Thursday, July 19, 2007

Something I noticed in this week's GØDLAND and other things that may or may not be of note to you.


Since his art is expressly designed to evoke Kirby, I was really surprised by the stylistic changes in Tom Scioli's work featured in the latest GØDLAND. I really love the thick lines around the character's bodies and the use of finer lines in the faces and shadows. It still brings a lot of the blockiness and energy that Kirby's work had to the table while giving Scioli a more distinct look.

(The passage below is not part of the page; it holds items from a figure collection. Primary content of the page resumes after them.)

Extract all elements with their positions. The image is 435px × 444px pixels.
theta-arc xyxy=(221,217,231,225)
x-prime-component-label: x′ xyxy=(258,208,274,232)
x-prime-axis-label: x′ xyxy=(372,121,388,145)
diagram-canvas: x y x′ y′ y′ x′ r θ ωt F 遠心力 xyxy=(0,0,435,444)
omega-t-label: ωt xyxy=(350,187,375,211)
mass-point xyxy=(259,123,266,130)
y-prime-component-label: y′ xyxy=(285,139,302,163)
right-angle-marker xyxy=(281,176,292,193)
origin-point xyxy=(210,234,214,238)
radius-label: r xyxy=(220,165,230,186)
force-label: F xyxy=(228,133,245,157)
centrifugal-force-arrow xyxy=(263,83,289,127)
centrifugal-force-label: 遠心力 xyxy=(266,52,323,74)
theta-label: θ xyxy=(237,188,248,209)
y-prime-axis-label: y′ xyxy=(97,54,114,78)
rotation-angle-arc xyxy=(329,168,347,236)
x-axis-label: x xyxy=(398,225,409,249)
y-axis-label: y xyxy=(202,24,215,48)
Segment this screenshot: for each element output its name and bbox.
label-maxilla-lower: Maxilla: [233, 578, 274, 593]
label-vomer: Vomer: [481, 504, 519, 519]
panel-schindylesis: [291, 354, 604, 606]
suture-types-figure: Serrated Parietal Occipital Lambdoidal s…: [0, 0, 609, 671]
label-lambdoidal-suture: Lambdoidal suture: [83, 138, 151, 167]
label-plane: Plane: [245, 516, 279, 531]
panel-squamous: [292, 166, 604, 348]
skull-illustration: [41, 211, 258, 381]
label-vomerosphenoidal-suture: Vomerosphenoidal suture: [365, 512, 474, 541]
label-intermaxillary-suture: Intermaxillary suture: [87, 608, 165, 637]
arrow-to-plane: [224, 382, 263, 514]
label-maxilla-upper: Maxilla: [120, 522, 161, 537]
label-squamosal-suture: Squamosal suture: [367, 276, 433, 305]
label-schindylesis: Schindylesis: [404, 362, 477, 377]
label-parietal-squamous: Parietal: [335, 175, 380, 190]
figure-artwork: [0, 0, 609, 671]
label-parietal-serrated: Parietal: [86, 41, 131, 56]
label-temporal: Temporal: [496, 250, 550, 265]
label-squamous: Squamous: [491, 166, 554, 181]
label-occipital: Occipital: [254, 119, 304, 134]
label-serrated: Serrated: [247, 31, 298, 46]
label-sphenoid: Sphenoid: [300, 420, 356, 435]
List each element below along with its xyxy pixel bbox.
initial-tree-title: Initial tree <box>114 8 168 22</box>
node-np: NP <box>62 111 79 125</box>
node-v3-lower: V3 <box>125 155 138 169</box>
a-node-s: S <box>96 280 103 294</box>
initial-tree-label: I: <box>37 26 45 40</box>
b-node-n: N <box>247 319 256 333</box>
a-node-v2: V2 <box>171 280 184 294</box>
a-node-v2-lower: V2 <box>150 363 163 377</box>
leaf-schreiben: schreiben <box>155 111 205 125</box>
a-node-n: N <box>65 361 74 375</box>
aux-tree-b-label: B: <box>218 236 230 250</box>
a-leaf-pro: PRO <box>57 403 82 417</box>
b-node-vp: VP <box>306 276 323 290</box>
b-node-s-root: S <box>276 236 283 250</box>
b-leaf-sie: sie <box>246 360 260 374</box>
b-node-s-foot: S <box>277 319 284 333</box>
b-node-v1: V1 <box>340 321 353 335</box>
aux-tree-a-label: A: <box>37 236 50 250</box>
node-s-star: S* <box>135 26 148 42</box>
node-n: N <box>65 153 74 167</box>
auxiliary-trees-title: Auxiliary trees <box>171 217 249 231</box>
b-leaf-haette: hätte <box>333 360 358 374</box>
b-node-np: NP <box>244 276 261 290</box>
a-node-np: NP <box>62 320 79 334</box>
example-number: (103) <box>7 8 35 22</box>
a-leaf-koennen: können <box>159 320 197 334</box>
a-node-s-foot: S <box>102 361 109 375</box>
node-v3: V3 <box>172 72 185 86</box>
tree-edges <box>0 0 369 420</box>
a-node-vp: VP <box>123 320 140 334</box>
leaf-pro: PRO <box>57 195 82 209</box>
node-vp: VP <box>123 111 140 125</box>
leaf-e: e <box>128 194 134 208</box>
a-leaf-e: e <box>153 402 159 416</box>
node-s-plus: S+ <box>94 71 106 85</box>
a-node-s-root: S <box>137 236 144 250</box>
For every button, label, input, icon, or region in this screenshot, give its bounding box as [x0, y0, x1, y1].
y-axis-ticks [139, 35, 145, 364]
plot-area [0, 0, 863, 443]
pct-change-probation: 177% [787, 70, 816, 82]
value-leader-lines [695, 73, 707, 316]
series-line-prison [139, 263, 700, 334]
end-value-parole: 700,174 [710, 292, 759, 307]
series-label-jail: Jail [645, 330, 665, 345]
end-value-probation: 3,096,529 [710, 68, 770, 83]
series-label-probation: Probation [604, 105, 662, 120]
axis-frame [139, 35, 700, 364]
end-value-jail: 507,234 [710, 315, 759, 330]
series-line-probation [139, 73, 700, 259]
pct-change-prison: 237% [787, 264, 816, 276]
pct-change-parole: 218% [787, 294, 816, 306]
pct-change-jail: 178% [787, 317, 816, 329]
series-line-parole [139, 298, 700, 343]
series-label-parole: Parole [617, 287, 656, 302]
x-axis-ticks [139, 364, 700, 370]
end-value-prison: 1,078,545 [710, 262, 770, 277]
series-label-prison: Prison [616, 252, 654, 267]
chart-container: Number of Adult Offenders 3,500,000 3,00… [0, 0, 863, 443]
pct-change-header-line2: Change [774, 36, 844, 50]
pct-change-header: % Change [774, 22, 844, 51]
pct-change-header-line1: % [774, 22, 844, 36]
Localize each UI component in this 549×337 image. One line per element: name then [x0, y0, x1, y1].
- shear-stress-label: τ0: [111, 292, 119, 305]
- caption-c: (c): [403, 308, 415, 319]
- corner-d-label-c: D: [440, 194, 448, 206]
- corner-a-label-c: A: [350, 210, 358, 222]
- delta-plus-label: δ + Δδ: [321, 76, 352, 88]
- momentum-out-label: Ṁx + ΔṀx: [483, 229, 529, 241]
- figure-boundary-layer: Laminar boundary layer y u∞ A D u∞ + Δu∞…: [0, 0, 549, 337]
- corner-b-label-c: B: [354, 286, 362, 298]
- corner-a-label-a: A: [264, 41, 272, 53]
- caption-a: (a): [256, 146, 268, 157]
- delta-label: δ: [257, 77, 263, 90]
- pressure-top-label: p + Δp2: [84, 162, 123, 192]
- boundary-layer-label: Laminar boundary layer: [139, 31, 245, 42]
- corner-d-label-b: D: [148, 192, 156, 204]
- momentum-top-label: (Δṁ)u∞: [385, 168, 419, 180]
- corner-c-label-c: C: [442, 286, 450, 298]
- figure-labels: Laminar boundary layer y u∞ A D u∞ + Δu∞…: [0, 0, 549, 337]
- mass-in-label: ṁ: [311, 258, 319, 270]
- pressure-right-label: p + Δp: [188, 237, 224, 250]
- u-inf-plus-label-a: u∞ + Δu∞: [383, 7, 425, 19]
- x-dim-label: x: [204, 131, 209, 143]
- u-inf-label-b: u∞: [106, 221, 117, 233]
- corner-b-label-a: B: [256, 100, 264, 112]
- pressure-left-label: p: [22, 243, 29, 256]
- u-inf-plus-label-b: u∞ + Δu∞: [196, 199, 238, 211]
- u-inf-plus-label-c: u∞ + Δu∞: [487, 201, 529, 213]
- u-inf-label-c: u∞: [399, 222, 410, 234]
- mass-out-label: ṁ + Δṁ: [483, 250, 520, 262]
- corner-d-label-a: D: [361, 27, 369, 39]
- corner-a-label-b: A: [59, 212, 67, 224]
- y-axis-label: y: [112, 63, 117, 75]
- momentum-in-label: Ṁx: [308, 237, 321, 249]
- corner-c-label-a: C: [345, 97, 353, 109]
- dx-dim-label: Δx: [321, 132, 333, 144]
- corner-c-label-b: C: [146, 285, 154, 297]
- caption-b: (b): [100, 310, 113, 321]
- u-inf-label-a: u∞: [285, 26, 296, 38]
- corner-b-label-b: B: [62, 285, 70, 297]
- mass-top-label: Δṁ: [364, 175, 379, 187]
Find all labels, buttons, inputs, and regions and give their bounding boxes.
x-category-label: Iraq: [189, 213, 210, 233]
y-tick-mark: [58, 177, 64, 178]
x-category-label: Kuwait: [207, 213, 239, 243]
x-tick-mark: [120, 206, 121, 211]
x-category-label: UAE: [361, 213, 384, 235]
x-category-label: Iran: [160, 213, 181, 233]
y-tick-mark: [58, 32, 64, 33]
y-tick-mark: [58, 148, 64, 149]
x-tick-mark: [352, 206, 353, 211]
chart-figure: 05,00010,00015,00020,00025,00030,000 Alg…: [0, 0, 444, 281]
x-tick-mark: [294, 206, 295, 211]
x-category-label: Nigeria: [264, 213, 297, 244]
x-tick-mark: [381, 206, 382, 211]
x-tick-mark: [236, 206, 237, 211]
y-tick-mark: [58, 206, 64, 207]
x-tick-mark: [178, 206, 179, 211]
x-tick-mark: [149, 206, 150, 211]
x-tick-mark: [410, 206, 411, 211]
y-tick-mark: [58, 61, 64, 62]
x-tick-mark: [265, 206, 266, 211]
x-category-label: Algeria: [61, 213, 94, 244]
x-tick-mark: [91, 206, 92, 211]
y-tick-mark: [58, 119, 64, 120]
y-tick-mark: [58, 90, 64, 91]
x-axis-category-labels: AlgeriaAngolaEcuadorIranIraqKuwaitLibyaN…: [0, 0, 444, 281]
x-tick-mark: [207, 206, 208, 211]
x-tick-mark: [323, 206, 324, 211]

The panels below compare his version of General Briggs in two recent issues.



I love watching artists evolve on the fly like this.



Let's say you walked up to me and said "Hey, Kevin, how good was that Giant Sized Marvel Adventures Avengers?"

I would respond with "Really, really good. You should buy it. Yeah, the Golden Age comics in the back include material from the recent Agents of Atlas hardcover, but the story is probably Parker's best yet on the title, and Leonard Kirk's art is always nice to look at."

If this was at the comic shop, I'd have placed a copy in your hand already.



Yeah, Cover Girl still has that typo on the cover, but man, I absolutely love Mateus's art on the inside. If I ever get around to finishing the full pitch on the next and if Ross says he'll publish it and if Mateus doesn't hate me at this point, I'd love to work with him again.

There's three "if"s, surely providing enough vagueness, but I wanted to put that out there anyway.



I feel like a heel for not telling Rick Veitch how much I enjoy Army@Love when I chatted with him at MoCCAFest. If you're reading this and know Rick Veitch, please tell him I very much enjoy Army@Love. For some reason, it wasn't until the latest issue that I came up with the perfect Hollywood Pitch version of the title's premise: "Desperate Housewives meets Wag The Dog, but good!"



I think I should have just waited for the eventual Repo collection. Spears and G work much better for me in longform.



I think I ruptured something trying to pick up the Madman Gargantua and the Dark Horse Casper collection simultaneously. The former is just huge and the latter uses some fantastic, heavy paper that's sure to endure for quite some time. The Casper trade also has great black and white reproduction, along with a second of pages done with the original colors and page tone intact, much like the public-domain work reproduced in The Comics Journal.



Super-Villain Team-Up: MODOK's 11 reads like the first 20 minutes of the movie. That's just fine because, hey, MODOK. It's nice seeing some of the Marvel Z-listers get some spotlights; I'd completely forgotten that Puma existed. Van Lente's dialogue is always a bit of a treat - never too stylized, but very individual and while I don't think I've ever read a comic drawn by Francis Portela before (I see he's done Black Panther, a comic I can't bear to read in its current incarnation,) I'm now going to actively check out his work in the future, especially if Pallot's on inks.



Wow, there are a lot of little horizontal lines in this post.



No, I didn't read World War Hulk #2 yet. Maybe this weekend at the shop. I'm pretty sure it features Hulk wailing on people for page after page.